I realized several days ago that I have little hope of meeting Friday’s challenge deadline. I'd need until the end of the month to pull off both halves of this "before and after" map. So I’ve shifted my focus to crafting the strongest double-map images I can for the publisher.
Now that I'm freed from the deadline, I'm indulging myself exploring a slew of different techniques that I've never tried before. I'm experimenting and inventing. I'm also foolishly obsessing on time-consuming details so miniscule that they likely won't be visible in the published product. I should abandon these tiny fixations, but they present brand new challenges, and I love trying to figure out how to do something artistic with no guidance or inkling how to pull it off. Creative battles that I don’t know how to win engage me the most. Once I understand a routine or set of procedures likely to produce successful results, I start to lose interest in it. So much for efficiency!
Here's a tiny slice from the developing map. This detail comprises about one sixteenth of the full map's area. Lost to do! No chimneys yet, or split-rail fences. The blur of the trees feels incongruous with the unnecessarily sharp clarity of the buildings. I've bungled the stone wall's perspective; it leans too far to the left in the sweep of its turn. The water ripples feel too large for the rest of the image's scale. Most of these imperfections seem less jarring when I pull back to see the entire image. But I'd still like to correct them before turning the map over to the publisher.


#### Your task:
Repeat the listing exactly. Any picture in it should be left out of the copy.

#### Material supplied:
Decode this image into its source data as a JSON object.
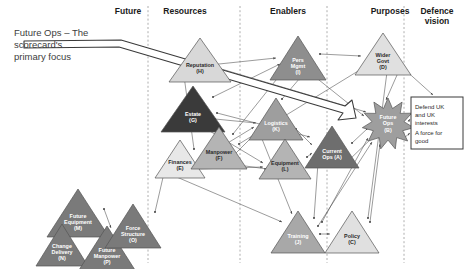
{
  "title_callout": {
    "lines": [
      "Future Ops – The",
      "scorecard's",
      "primary focus"
    ]
  },
  "columns": [
    {
      "id": "future",
      "label": "Future",
      "x": 128
    },
    {
      "id": "resources",
      "label": "Resources",
      "x": 185
    },
    {
      "id": "enablers",
      "label": "Enablers",
      "x": 288
    },
    {
      "id": "purposes",
      "label": "Purposes",
      "x": 390
    },
    {
      "id": "defence",
      "label": "Defence vision",
      "x": 437,
      "line1": "Defence",
      "line2": "vision"
    }
  ],
  "dividers": [
    148,
    240,
    327,
    404
  ],
  "colors": {
    "very_dark": "#3a3a3a",
    "dark": "#6e6e6e",
    "mid": "#8e8e8e",
    "light_mid": "#b4b4b4",
    "light": "#d8d8d8",
    "very_light": "#e8e8e8",
    "stroke": "#555555",
    "divider": "#9a9a9a",
    "banner_fill": "#ffffff",
    "banner_stroke": "#3a3a3a"
  },
  "nodes": [
    {
      "id": "reputation",
      "line1": "Reputation",
      "line2": "(H)",
      "cx": 200,
      "cy": 60,
      "w": 62,
      "h": 44,
      "fill": "#d8d8d8",
      "text": "light"
    },
    {
      "id": "estate",
      "line1": "Estate",
      "line2": "(G)",
      "cx": 193,
      "cy": 109,
      "w": 64,
      "h": 46,
      "fill": "#3a3a3a",
      "text": "dark"
    },
    {
      "id": "finances",
      "line1": "Finances",
      "line2": "(E)",
      "cx": 180,
      "cy": 159,
      "w": 50,
      "h": 38,
      "fill": "#e8e8e8",
      "text": "light"
    },
    {
      "id": "manpower",
      "line1": "Manpower",
      "line2": "(F)",
      "cx": 219,
      "cy": 148,
      "w": 56,
      "h": 42,
      "fill": "#b4b4b4",
      "text": "light"
    },
    {
      "id": "persmgmt",
      "line1": "Pers",
      "line2": "Mgmt",
      "line3": "(I)",
      "cx": 298,
      "cy": 58,
      "w": 56,
      "h": 44,
      "fill": "#8e8e8e",
      "text": "dark"
    },
    {
      "id": "logistics",
      "line1": "Logistics",
      "line2": "(K)",
      "cx": 276,
      "cy": 119,
      "w": 54,
      "h": 42,
      "fill": "#9e9e9e",
      "text": "dark"
    },
    {
      "id": "equipment",
      "line1": "Equipment",
      "line2": "(L)",
      "cx": 285,
      "cy": 159,
      "w": 52,
      "h": 40,
      "fill": "#b4b4b4",
      "text": "light"
    },
    {
      "id": "currentops",
      "line1": "Current",
      "line2": "Ops (A)",
      "cx": 332,
      "cy": 147,
      "w": 54,
      "h": 42,
      "fill": "#6e6e6e",
      "text": "dark"
    },
    {
      "id": "widergovt",
      "line1": "Wider",
      "line2": "Govt",
      "line3": "(D)",
      "cx": 383,
      "cy": 54,
      "w": 56,
      "h": 42,
      "fill": "#e0e0e0",
      "text": "light"
    },
    {
      "id": "training",
      "line1": "Training",
      "line2": "(J)",
      "cx": 298,
      "cy": 232,
      "w": 54,
      "h": 42,
      "fill": "#a8a8a8",
      "text": "dark"
    },
    {
      "id": "policy",
      "line1": "Policy",
      "line2": "(C)",
      "cx": 352,
      "cy": 232,
      "w": 54,
      "h": 42,
      "fill": "#e0e0e0",
      "text": "light"
    },
    {
      "id": "futureequipment",
      "line1": "Future",
      "line2": "Equipment",
      "line3": "(M)",
      "cx": 78,
      "cy": 213,
      "w": 62,
      "h": 48,
      "fill": "#7a7a7a",
      "text": "dark"
    },
    {
      "id": "changedelivery",
      "line1": "Change",
      "line2": "Delivery",
      "line3": "(N)",
      "cx": 62,
      "cy": 245,
      "w": 52,
      "h": 42,
      "fill": "#7a7a7a",
      "text": "dark"
    },
    {
      "id": "futuremanpower",
      "line1": "Future",
      "line2": "Manpower",
      "line3": "(P)",
      "cx": 107,
      "cy": 248,
      "w": 56,
      "h": 44,
      "fill": "#7a7a7a",
      "text": "dark"
    },
    {
      "id": "forcestructure",
      "line1": "Force",
      "line2": "Structure",
      "line3": "(O)",
      "cx": 133,
      "cy": 226,
      "w": 56,
      "h": 44,
      "fill": "#7a7a7a",
      "text": "dark"
    }
  ],
  "future_ops": {
    "id": "futureops",
    "line1": "Future",
    "line2": "Ops",
    "line3": "(B)",
    "cx": 388,
    "cy": 124,
    "r": 26,
    "fill": "#9e9e9e",
    "text": "dark"
  },
  "vision_box": {
    "x": 411,
    "y": 97,
    "w": 52,
    "h": 52,
    "para1": "Defend UK and UK interests",
    "para2": "A force for good",
    "lines": [
      "Defend UK",
      "and UK",
      "interests",
      "A force for",
      "good"
    ]
  },
  "edges_count": 34
}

#### Task answer:
Decode this image into its source data as a JSON object.
{
  "title_callout": {
    "lines": [
      "Future Ops – The",
      "scorecard's",
      "primary focus"
    ]
  },
  "columns": [
    {
      "id": "future",
      "label": "Future",
      "x": 128
    },
    {
      "id": "resources",
      "label": "Resources",
      "x": 185
    },
    {
      "id": "enablers",
      "label": "Enablers",
      "x": 288
    },
    {
      "id": "purposes",
      "label": "Purposes",
      "x": 390
    },
    {
      "id": "defence",
      "label": "Defence vision",
      "x": 437,
      "line1": "Defence",
      "line2": "vision"
    }
  ],
  "dividers": [
    148,
    240,
    327,
    404
  ],
  "colors": {
    "very_dark": "#3a3a3a",
    "dark": "#6e6e6e",
    "mid": "#8e8e8e",
    "light_mid": "#b4b4b4",
    "light": "#d8d8d8",
    "very_light": "#e8e8e8",
    "stroke": "#555555",
    "divider": "#9a9a9a",
    "banner_fill": "#ffffff",
    "banner_stroke": "#3a3a3a"
  },
  "nodes": [
    {
      "id": "reputation",
      "line1": "Reputation",
      "line2": "(H)",
      "cx": 200,
      "cy": 60,
      "w": 62,
      "h": 44,
      "fill": "#d8d8d8",
      "text": "light"
    },
    {
      "id": "estate",
      "line1": "Estate",
      "line2": "(G)",
      "cx": 193,
      "cy": 109,
      "w": 64,
      "h": 46,
      "fill": "#3a3a3a",
      "text": "dark"
    },
    {
      "id": "finances",
      "line1": "Finances",
      "line2": "(E)",
      "cx": 180,
      "cy": 159,
      "w": 50,
      "h": 38,
      "fill": "#e8e8e8",
      "text": "light"
    },
    {
      "id": "manpower",
      "line1": "Manpower",
      "line2": "(F)",
      "cx": 219,
      "cy": 148,
      "w": 56,
      "h": 42,
      "fill": "#b4b4b4",
      "text": "light"
    },
    {
      "id": "persmgmt",
      "line1": "Pers",
      "line2": "Mgmt",
      "line3": "(I)",
      "cx": 298,
      "cy": 58,
      "w": 56,
      "h": 44,
      "fill": "#8e8e8e",
      "text": "dark"
    },
    {
      "id": "logistics",
      "line1": "Logistics",
      "line2": "(K)",
      "cx": 276,
      "cy": 119,
      "w": 54,
      "h": 42,
      "fill": "#9e9e9e",
      "text": "dark"
    },
    {
      "id": "equipment",
      "line1": "Equipment",
      "line2": "(L)",
      "cx": 285,
      "cy": 159,
      "w": 52,
      "h": 40,
      "fill": "#b4b4b4",
      "text": "light"
    },
    {
      "id": "currentops",
      "line1": "Current",
      "line2": "Ops (A)",
      "cx": 332,
      "cy": 147,
      "w": 54,
      "h": 42,
      "fill": "#6e6e6e",
      "text": "dark"
    },
    {
      "id": "widergovt",
      "line1": "Wider",
      "line2": "Govt",
      "line3": "(D)",
      "cx": 383,
      "cy": 54,
      "w": 56,
      "h": 42,
      "fill": "#e0e0e0",
      "text": "light"
    },
    {
      "id": "training",
      "line1": "Training",
      "line2": "(J)",
      "cx": 298,
      "cy": 232,
      "w": 54,
      "h": 42,
      "fill": "#a8a8a8",
      "text": "dark"
    },
    {
      "id": "policy",
      "line1": "Policy",
      "line2": "(C)",
      "cx": 352,
      "cy": 232,
      "w": 54,
      "h": 42,
      "fill": "#e0e0e0",
      "text": "light"
    },
    {
      "id": "futureequipment",
      "line1": "Future",
      "line2": "Equipment",
      "line3": "(M)",
      "cx": 78,
      "cy": 213,
      "w": 62,
      "h": 48,
      "fill": "#7a7a7a",
      "text": "dark"
    },
    {
      "id": "changedelivery",
      "line1": "Change",
      "line2": "Delivery",
      "line3": "(N)",
      "cx": 62,
      "cy": 245,
      "w": 52,
      "h": 42,
      "fill": "#7a7a7a",
      "text": "dark"
    },
    {
      "id": "futuremanpower",
      "line1": "Future",
      "line2": "Manpower",
      "line3": "(P)",
      "cx": 107,
      "cy": 248,
      "w": 56,
      "h": 44,
      "fill": "#7a7a7a",
      "text": "dark"
    },
    {
      "id": "forcestructure",
      "line1": "Force",
      "line2": "Structure",
      "line3": "(O)",
      "cx": 133,
      "cy": 226,
      "w": 56,
      "h": 44,
      "fill": "#7a7a7a",
      "text": "dark"
    }
  ],
  "future_ops": {
    "id": "futureops",
    "line1": "Future",
    "line2": "Ops",
    "line3": "(B)",
    "cx": 388,
    "cy": 124,
    "r": 26,
    "fill": "#9e9e9e",
    "text": "dark"
  },
  "vision_box": {
    "x": 411,
    "y": 97,
    "w": 52,
    "h": 52,
    "para1": "Defend UK and UK interests",
    "para2": "A force for good",
    "lines": [
      "Defend UK",
      "and UK",
      "interests",
      "A force for",
      "good"
    ]
  },
  "edges_count": 34
}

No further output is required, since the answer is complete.